- Blog

I Wanna Dance With Somebody - What's Driving the Energy Industry's Latest Cycle of Consolidation?

Author Sean Maher

The energy industry’s upstream products — crude oil, natural gas and NGLs — are commodities, so the lowest-cost producers generally do best, especially if they are well-connected to downstream markets. Due in large part to the intensity of competition, finite drilling locations, the constant need for capital investment and the chilling effect of political headwinds, the industry is in the middle of a consolidation cycle that has enabled a select group of top-tier E&Ps to build scale — and longer-lasting inventories — in the most productive parts of the most lucrative shale plays. That scale, in turn, helps these Shale Era winners reduce their costs, gain market share and — important in 2023 and beyond — return a big slice of their free cash flow to investors as dividends and stock buybacks. In today’s RBN blog, we discuss what’s driving that “urge to merge” and what it means for industry players large and small.

- Blog

These Are a Few of My Favorite Rigs - Sizing Up the Shale Revolution Footprint

Let’s face it — for producers, the last couple of years have stung, with low-slung energy prices allowing little-to-no returns on drilling investments in most parts of the major shale basins. A side effect of the low price environment in the past two years has been the shrinking geographic footprint of the Shale Revolution. About 50% of all onshore rigs in the Lower 48 currently are clustered in the top 20 counties for drilling activity. In effect, this also means a lot of the new production growth will come primarily from these same 20 counties, with the potential for all sorts of implications for infrastructure and regional price relationships. In today’s blog, we take a closer look at rig counts by county to see how much the geographic focus of the Shale Revolution has narrowed.

- Blog

The Good, the Bad and the Ugly: U.S. Crude Oil Production Declines and Eventual Rebound

Author Housley Carr

U.S. crude oil production is finally falling in response to the collapse in oil prices that started in mid-2014. Output is now poised to drop below 9 MMb/d--700 Mb/d off its April 2015 peak—and the rate of decline is accelerating. That raises all-important questions of how low will production go, which shale basins will be hit the hardest, and the most important question of all - how much will oil prices need to rise to reverse those declines?  Understanding the factors necessary to answer these questions is the focus of RBN’s latest Drill Down report that we highlight in today’s blog. The bottom line?  All production economics is local.

- Blog

Is It All Over Now? Producers Lose Their Appetite For Bakken Crude Output

For the past, year many shale oil producers have defied the expectations of many and kept output at or near to record levels in the face of falling oil prices and much tougher economics. Improvements in productivity, cost cutting and a concentration on “sweet spot” wells that generate high initial production (IP) rates have all helped cash strapped producers survive. But with oil prices so far in 2016 stuck in the $35/Bbl and lower range and with the worldwide crude storage glut still weighing on the market – producers are finally pulling back. Today we look at how increased pressure on North Dakota producers is putting the brakes on Bakken crude production.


▸ **WHAT NEEDS TO BE DONE**
Exactly as they stand, write out all of the entries again.

(DATA IN THIS EXERCISE begins)

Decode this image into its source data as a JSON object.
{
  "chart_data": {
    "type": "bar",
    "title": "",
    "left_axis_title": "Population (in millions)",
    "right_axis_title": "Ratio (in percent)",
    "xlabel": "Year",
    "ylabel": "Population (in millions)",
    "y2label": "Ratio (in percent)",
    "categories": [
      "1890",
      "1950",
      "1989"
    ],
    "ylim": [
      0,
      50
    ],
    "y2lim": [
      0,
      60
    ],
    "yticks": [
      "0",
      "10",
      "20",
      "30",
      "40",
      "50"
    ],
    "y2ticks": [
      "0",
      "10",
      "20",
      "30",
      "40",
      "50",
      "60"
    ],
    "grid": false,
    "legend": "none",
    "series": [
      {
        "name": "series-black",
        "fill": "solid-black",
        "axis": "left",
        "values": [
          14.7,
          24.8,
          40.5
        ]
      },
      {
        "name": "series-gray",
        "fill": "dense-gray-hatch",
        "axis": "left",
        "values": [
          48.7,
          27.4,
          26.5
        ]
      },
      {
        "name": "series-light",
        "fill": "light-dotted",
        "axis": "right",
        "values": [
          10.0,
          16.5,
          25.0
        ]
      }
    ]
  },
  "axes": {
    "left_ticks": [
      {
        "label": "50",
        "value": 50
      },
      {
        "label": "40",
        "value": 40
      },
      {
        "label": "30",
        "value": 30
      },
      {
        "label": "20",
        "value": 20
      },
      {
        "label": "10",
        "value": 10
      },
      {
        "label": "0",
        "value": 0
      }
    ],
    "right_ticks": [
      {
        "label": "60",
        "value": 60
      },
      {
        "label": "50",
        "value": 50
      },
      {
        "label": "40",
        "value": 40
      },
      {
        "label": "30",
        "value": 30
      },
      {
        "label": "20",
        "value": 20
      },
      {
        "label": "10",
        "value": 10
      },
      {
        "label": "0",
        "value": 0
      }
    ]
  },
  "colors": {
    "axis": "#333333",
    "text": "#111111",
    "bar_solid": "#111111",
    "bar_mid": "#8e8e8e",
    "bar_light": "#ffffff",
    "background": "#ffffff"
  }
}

(DATA IN THIS EXERCISE ends)

▸ **EXERCISE RESPONSE**
Decode this image into its source data as a JSON object.
{
  "chart_data": {
    "type": "bar",
    "title": "",
    "left_axis_title": "Population (in millions)",
    "right_axis_title": "Ratio (in percent)",
    "xlabel": "Year",
    "ylabel": "Population (in millions)",
    "y2label": "Ratio (in percent)",
    "categories": [
      "1890",
      "1950",
      "1989"
    ],
    "ylim": [
      0,
      50
    ],
    "y2lim": [
      0,
      60
    ],
    "yticks": [
      "0",
      "10",
      "20",
      "30",
      "40",
      "50"
    ],
    "y2ticks": [
      "0",
      "10",
      "20",
      "30",
      "40",
      "50",
      "60"
    ],
    "grid": false,
    "legend": "none",
    "series": [
      {
        "name": "series-black",
        "fill": "solid-black",
        "axis": "left",
        "values": [
          14.7,
          24.8,
          40.5
        ]
      },
      {
        "name": "series-gray",
        "fill": "dense-gray-hatch",
        "axis": "left",
        "values": [
          48.7,
          27.4,
          26.5
        ]
      },
      {
        "name": "series-light",
        "fill": "light-dotted",
        "axis": "right",
        "values": [
          10.0,
          16.5,
          25.0
        ]
      }
    ]
  },
  "axes": {
    "left_ticks": [
      {
        "label": "50",
        "value": 50
      },
      {
        "label": "40",
        "value": 40
      },
      {
        "label": "30",
        "value": 30
      },
      {
        "label": "20",
        "value": 20
      },
      {
        "label": "10",
        "value": 10
      },
      {
        "label": "0",
        "value": 0
      }
    ],
    "right_ticks": [
      {
        "label": "60",
        "value": 60
      },
      {
        "label": "50",
        "value": 50
      },
      {
        "label": "40",
        "value": 40
      },
      {
        "label": "30",
        "value": 30
      },
      {
        "label": "20",
        "value": 20
      },
      {
        "label": "10",
        "value": 10
      },
      {
        "label": "0",
        "value": 0
      }
    ]
  },
  "colors": {
    "axis": "#333333",
    "text": "#111111",
    "bar_solid": "#111111",
    "bar_mid": "#8e8e8e",
    "bar_light": "#ffffff",
    "background": "#ffffff"
  }
}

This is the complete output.